A familiar name in B.C. politics returning to Victoria with a new party says the state of health care, especially in rural communities, played an important role in the election outcome.
Peter Milobar, MLA-elect for Kamloops-Centre for the Conservative Party of B.C. cited health care, along with affordability and public safety, as the issues that ultimately led to Saturday's close election outcome.
"We have been saying that for months now," Milobar said. "It's been ignored and dismissed by the (B.C. NDP) over and over again."
Milobar added that Eby either found himself in an echo chamber of people who told him what they thought he wanted to hear or he just chose to ignore what "large swaths of the population were saying over and over again."
Milobar was in part responding to comments from Eby Tuesday, when he spoke for the first time after Saturday's election. Eby said British Columbians sent him and his party a "strong message" that improvements are needed in several areas including health care.
"They want their emergency rooms open and running," Eby said. "They want their family doctor and anything less is unacceptable."
"Well, what a shocking revelation," Milobar said. "He had to go through an election to figure that out? He wasn't taking those concerns seriously. For the last two years, we have seen ever-increasing ER closures across B.C."
Speaking on Mo Amir's VANCOLOUR podcast, Conservative Party of B.C. executive director Angelo Isidorou spoke to importance of rural voters.
"This (party) is a coalition of, if anything, rural voters for sure, Indo-Canadians in ÐÔÊӽ紫ý, Chinese-Canadians in Richmond, 18-to-34-year- and 35-to-55-year-old people that are working."
Milobar expressed hope for "good-faith conversations" with the B.C. Greens who hold the balance of power but also defended promises by party leader John Rustad to take down the B.C. NDP at the earliest possible opportunity.
"Fundamentally, an opposition's job is to try to bring down the government and change government," Milobar said.
Ultimately, much of the current discussion amounts to speculation, Milobar said, pointing to the two ridings subject to automatic recounts.
The initial count shows the B.C. NDP leading in 46 seats, the Conservative Party of B.C. leading in 45 and the B.C. Greens leading into two. Officials must also count an estimated 49,000 absentee and mail-in ballots.
Two, possibly three ridings, could flip, Milobar said. He especially singled out the Vancouver Island riding of Juan de Fuca-Malahat, where the lead of the B.C. NDP candidate is 20 votes.
Milobar also pointed to the events of 2020 when West Vancouver-Sea to Sky flipped from the B.C. Greens to then B.C. Liberals as mail-in ballots started to be counted. A judicial recount later confirmed that incumbent Jordan Sturdy had beaten the B.C. Greens' Jeremy Valeriote, one of two Greens set to go to Victoria this year.
Milobar said the results have probably left many NDP supporters angry and frustrated. Five full cabinet ministers and 11 incumbents lost their seats.
"I would suggest it was a failure by any measure for the NDP in this last election and I think internally, Eby has a lot of explaining to do."
Others have argued otherwise. Speaking Saturday as results were coming in, B.C.'s Health Minister Adrian Dix said his party's vote share of almost 45 per cent was the party's third-best performance in its history.
"It is always close in B.C.," Dix said. "It's a two-way race in B.C. and in the world right now, incumbent governments have been having challenges getting re-elected," Dix said. "There is a strong anti-incumbent view in the world and in the face of that, the premier's performance has just been outstanding."
A similar argument comes from Kareem Allam, a partner at Fairview Strategy. He said Eby hugely helped his party's campaign. Allam said this was a "change" election, but in the end, British Columbians were not willing to hand over the keys to the Conservatives because they did not look like a government in waiting.
Milobar remains optimistic reflecting on the decision by his old party — B.C. United — fold its campaign six weeks before the start of the campaign to avoid a split on the right.
"The fact that we're in a position of waiting on recounts and mail-in-ballots and...speaks volumes," he said. "It certainly put us much closer to the objective, which was replacing the NDP."
That would be unprecedented in many ways, because the party had had just two MLAs — Party Leader John Rustad and Bruce Banman, neither of them elected as Conservatives — when the legislature rose in May 2024.
If Conservatives fall short of forming government, Isidorou also offered this message on Amir's podcast: "If we have the misfortune of another NDP government, you thought two of us were bad, get ready because 45 of us are going to be a massive pain in the ass."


- [Your instructions]:
Could you please retype all of the entries exactly as they appear?

##### Data records

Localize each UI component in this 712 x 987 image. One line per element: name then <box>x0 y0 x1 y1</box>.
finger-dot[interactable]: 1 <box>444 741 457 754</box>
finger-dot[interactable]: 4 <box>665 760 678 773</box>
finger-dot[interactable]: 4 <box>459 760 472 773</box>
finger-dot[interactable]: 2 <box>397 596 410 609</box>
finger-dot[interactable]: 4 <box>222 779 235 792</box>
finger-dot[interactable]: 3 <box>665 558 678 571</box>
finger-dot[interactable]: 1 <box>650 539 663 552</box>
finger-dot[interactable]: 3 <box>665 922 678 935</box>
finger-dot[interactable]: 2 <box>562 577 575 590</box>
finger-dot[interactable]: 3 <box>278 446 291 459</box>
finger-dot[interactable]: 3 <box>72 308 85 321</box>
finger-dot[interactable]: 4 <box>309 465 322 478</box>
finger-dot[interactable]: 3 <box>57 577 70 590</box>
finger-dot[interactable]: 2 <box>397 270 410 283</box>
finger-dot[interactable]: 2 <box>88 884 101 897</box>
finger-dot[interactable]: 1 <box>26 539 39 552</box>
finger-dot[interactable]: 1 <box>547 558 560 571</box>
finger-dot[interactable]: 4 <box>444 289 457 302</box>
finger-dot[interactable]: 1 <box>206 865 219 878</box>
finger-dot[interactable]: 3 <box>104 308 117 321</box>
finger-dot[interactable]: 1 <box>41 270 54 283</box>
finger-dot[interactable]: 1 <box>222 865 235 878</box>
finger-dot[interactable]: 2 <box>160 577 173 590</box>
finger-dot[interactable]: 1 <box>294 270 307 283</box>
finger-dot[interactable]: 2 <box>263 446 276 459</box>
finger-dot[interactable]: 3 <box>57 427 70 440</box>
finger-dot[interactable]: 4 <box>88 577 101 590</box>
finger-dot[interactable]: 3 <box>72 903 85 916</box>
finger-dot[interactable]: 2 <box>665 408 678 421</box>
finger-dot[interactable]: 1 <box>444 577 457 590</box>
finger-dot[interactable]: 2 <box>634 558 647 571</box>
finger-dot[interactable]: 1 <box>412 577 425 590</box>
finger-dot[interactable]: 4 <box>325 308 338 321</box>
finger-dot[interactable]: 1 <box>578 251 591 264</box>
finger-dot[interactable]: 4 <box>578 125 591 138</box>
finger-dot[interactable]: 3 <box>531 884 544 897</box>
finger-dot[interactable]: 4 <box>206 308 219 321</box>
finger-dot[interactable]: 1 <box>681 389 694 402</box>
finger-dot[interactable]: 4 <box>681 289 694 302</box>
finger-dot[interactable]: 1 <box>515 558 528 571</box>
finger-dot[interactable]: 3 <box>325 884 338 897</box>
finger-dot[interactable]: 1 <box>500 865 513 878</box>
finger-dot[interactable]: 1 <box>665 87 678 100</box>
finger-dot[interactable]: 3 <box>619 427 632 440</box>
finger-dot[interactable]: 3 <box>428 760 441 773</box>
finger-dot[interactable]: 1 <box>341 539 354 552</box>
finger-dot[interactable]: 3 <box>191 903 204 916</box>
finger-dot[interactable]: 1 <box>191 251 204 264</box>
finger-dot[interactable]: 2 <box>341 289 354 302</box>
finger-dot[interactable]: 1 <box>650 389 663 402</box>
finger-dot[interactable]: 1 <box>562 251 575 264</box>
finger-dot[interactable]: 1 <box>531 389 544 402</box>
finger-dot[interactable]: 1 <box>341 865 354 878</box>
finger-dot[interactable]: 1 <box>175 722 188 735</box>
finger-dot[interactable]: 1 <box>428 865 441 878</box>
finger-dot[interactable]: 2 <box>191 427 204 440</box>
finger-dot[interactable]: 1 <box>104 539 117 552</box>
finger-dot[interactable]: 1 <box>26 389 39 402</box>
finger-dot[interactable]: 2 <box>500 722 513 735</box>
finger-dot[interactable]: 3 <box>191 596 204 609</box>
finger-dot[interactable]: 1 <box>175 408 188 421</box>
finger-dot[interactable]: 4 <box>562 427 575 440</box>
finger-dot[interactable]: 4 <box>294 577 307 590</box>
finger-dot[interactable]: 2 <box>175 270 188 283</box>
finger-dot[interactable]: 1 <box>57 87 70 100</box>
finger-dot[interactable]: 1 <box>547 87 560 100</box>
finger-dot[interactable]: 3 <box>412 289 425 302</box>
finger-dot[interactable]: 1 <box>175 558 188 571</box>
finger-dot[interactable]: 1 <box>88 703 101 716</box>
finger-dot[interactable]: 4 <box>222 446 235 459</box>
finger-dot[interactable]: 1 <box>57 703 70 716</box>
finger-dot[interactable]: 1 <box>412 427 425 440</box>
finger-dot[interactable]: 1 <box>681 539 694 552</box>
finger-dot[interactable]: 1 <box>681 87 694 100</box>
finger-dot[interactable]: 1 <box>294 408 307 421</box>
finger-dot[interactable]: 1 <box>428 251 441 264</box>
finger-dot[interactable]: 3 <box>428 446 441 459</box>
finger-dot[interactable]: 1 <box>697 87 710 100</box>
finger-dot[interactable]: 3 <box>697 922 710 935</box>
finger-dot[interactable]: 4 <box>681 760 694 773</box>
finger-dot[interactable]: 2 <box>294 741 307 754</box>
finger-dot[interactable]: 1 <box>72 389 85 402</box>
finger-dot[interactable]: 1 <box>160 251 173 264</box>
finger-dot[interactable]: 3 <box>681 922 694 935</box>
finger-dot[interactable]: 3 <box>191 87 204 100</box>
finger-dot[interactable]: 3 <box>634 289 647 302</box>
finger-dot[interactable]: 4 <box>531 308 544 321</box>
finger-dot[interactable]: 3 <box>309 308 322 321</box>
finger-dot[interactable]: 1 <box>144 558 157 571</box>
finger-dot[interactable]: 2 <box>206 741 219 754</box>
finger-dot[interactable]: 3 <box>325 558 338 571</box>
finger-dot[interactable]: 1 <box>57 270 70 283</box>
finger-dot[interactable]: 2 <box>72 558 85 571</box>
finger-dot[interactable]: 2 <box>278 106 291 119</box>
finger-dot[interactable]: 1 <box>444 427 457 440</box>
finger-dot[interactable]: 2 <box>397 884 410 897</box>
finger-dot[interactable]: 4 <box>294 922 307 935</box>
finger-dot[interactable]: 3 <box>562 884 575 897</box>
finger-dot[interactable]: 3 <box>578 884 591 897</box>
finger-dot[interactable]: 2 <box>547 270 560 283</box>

##########

- [Answer to the problem]:
Localize each UI component in this 712 x 987 image. One line per element: name then <box>x0 y0 x1 y1</box>.
finger-dot[interactable]: 1 <box>444 741 457 754</box>
finger-dot[interactable]: 4 <box>665 760 678 773</box>
finger-dot[interactable]: 4 <box>459 760 472 773</box>
finger-dot[interactable]: 2 <box>397 596 410 609</box>
finger-dot[interactable]: 4 <box>222 779 235 792</box>
finger-dot[interactable]: 3 <box>665 558 678 571</box>
finger-dot[interactable]: 1 <box>650 539 663 552</box>
finger-dot[interactable]: 3 <box>665 922 678 935</box>
finger-dot[interactable]: 2 <box>562 577 575 590</box>
finger-dot[interactable]: 3 <box>278 446 291 459</box>
finger-dot[interactable]: 3 <box>72 308 85 321</box>
finger-dot[interactable]: 4 <box>309 465 322 478</box>
finger-dot[interactable]: 3 <box>57 577 70 590</box>
finger-dot[interactable]: 2 <box>397 270 410 283</box>
finger-dot[interactable]: 2 <box>88 884 101 897</box>
finger-dot[interactable]: 1 <box>26 539 39 552</box>
finger-dot[interactable]: 1 <box>547 558 560 571</box>
finger-dot[interactable]: 4 <box>444 289 457 302</box>
finger-dot[interactable]: 1 <box>206 865 219 878</box>
finger-dot[interactable]: 3 <box>104 308 117 321</box>
finger-dot[interactable]: 1 <box>41 270 54 283</box>
finger-dot[interactable]: 1 <box>222 865 235 878</box>
finger-dot[interactable]: 2 <box>160 577 173 590</box>
finger-dot[interactable]: 1 <box>294 270 307 283</box>
finger-dot[interactable]: 2 <box>263 446 276 459</box>
finger-dot[interactable]: 3 <box>57 427 70 440</box>
finger-dot[interactable]: 4 <box>88 577 101 590</box>
finger-dot[interactable]: 3 <box>72 903 85 916</box>
finger-dot[interactable]: 2 <box>665 408 678 421</box>
finger-dot[interactable]: 1 <box>444 577 457 590</box>
finger-dot[interactable]: 2 <box>634 558 647 571</box>
finger-dot[interactable]: 1 <box>412 577 425 590</box>
finger-dot[interactable]: 4 <box>325 308 338 321</box>
finger-dot[interactable]: 1 <box>578 251 591 264</box>
finger-dot[interactable]: 4 <box>578 125 591 138</box>
finger-dot[interactable]: 3 <box>531 884 544 897</box>
finger-dot[interactable]: 4 <box>206 308 219 321</box>
finger-dot[interactable]: 1 <box>681 389 694 402</box>
finger-dot[interactable]: 4 <box>681 289 694 302</box>
finger-dot[interactable]: 1 <box>515 558 528 571</box>
finger-dot[interactable]: 3 <box>325 884 338 897</box>
finger-dot[interactable]: 1 <box>500 865 513 878</box>
finger-dot[interactable]: 1 <box>665 87 678 100</box>
finger-dot[interactable]: 3 <box>619 427 632 440</box>
finger-dot[interactable]: 3 <box>428 760 441 773</box>
finger-dot[interactable]: 1 <box>341 539 354 552</box>
finger-dot[interactable]: 3 <box>191 903 204 916</box>
finger-dot[interactable]: 1 <box>191 251 204 264</box>
finger-dot[interactable]: 2 <box>341 289 354 302</box>
finger-dot[interactable]: 1 <box>650 389 663 402</box>
finger-dot[interactable]: 1 <box>562 251 575 264</box>
finger-dot[interactable]: 1 <box>531 389 544 402</box>
finger-dot[interactable]: 1 <box>341 865 354 878</box>
finger-dot[interactable]: 1 <box>175 722 188 735</box>
finger-dot[interactable]: 1 <box>428 865 441 878</box>
finger-dot[interactable]: 2 <box>191 427 204 440</box>
finger-dot[interactable]: 1 <box>104 539 117 552</box>
finger-dot[interactable]: 1 <box>26 389 39 402</box>
finger-dot[interactable]: 2 <box>500 722 513 735</box>
finger-dot[interactable]: 3 <box>191 596 204 609</box>
finger-dot[interactable]: 1 <box>175 408 188 421</box>
finger-dot[interactable]: 4 <box>562 427 575 440</box>
finger-dot[interactable]: 4 <box>294 577 307 590</box>
finger-dot[interactable]: 2 <box>175 270 188 283</box>
finger-dot[interactable]: 1 <box>57 87 70 100</box>
finger-dot[interactable]: 1 <box>547 87 560 100</box>
finger-dot[interactable]: 3 <box>412 289 425 302</box>
finger-dot[interactable]: 1 <box>175 558 188 571</box>
finger-dot[interactable]: 1 <box>88 703 101 716</box>
finger-dot[interactable]: 4 <box>222 446 235 459</box>
finger-dot[interactable]: 1 <box>57 703 70 716</box>
finger-dot[interactable]: 1 <box>412 427 425 440</box>
finger-dot[interactable]: 1 <box>681 539 694 552</box>
finger-dot[interactable]: 1 <box>681 87 694 100</box>
finger-dot[interactable]: 1 <box>294 408 307 421</box>
finger-dot[interactable]: 1 <box>428 251 441 264</box>
finger-dot[interactable]: 3 <box>428 446 441 459</box>
finger-dot[interactable]: 1 <box>697 87 710 100</box>
finger-dot[interactable]: 3 <box>697 922 710 935</box>
finger-dot[interactable]: 4 <box>681 760 694 773</box>
finger-dot[interactable]: 2 <box>294 741 307 754</box>
finger-dot[interactable]: 1 <box>72 389 85 402</box>
finger-dot[interactable]: 1 <box>160 251 173 264</box>
finger-dot[interactable]: 3 <box>681 922 694 935</box>
finger-dot[interactable]: 3 <box>191 87 204 100</box>
finger-dot[interactable]: 3 <box>634 289 647 302</box>
finger-dot[interactable]: 4 <box>531 308 544 321</box>
finger-dot[interactable]: 3 <box>309 308 322 321</box>
finger-dot[interactable]: 1 <box>144 558 157 571</box>
finger-dot[interactable]: 2 <box>206 741 219 754</box>
finger-dot[interactable]: 3 <box>325 558 338 571</box>
finger-dot[interactable]: 1 <box>57 270 70 283</box>
finger-dot[interactable]: 2 <box>72 558 85 571</box>
finger-dot[interactable]: 2 <box>278 106 291 119</box>
finger-dot[interactable]: 1 <box>444 427 457 440</box>
finger-dot[interactable]: 2 <box>397 884 410 897</box>
finger-dot[interactable]: 4 <box>294 922 307 935</box>
finger-dot[interactable]: 3 <box>562 884 575 897</box>
finger-dot[interactable]: 3 <box>578 884 591 897</box>
finger-dot[interactable]: 2 <box>547 270 560 283</box>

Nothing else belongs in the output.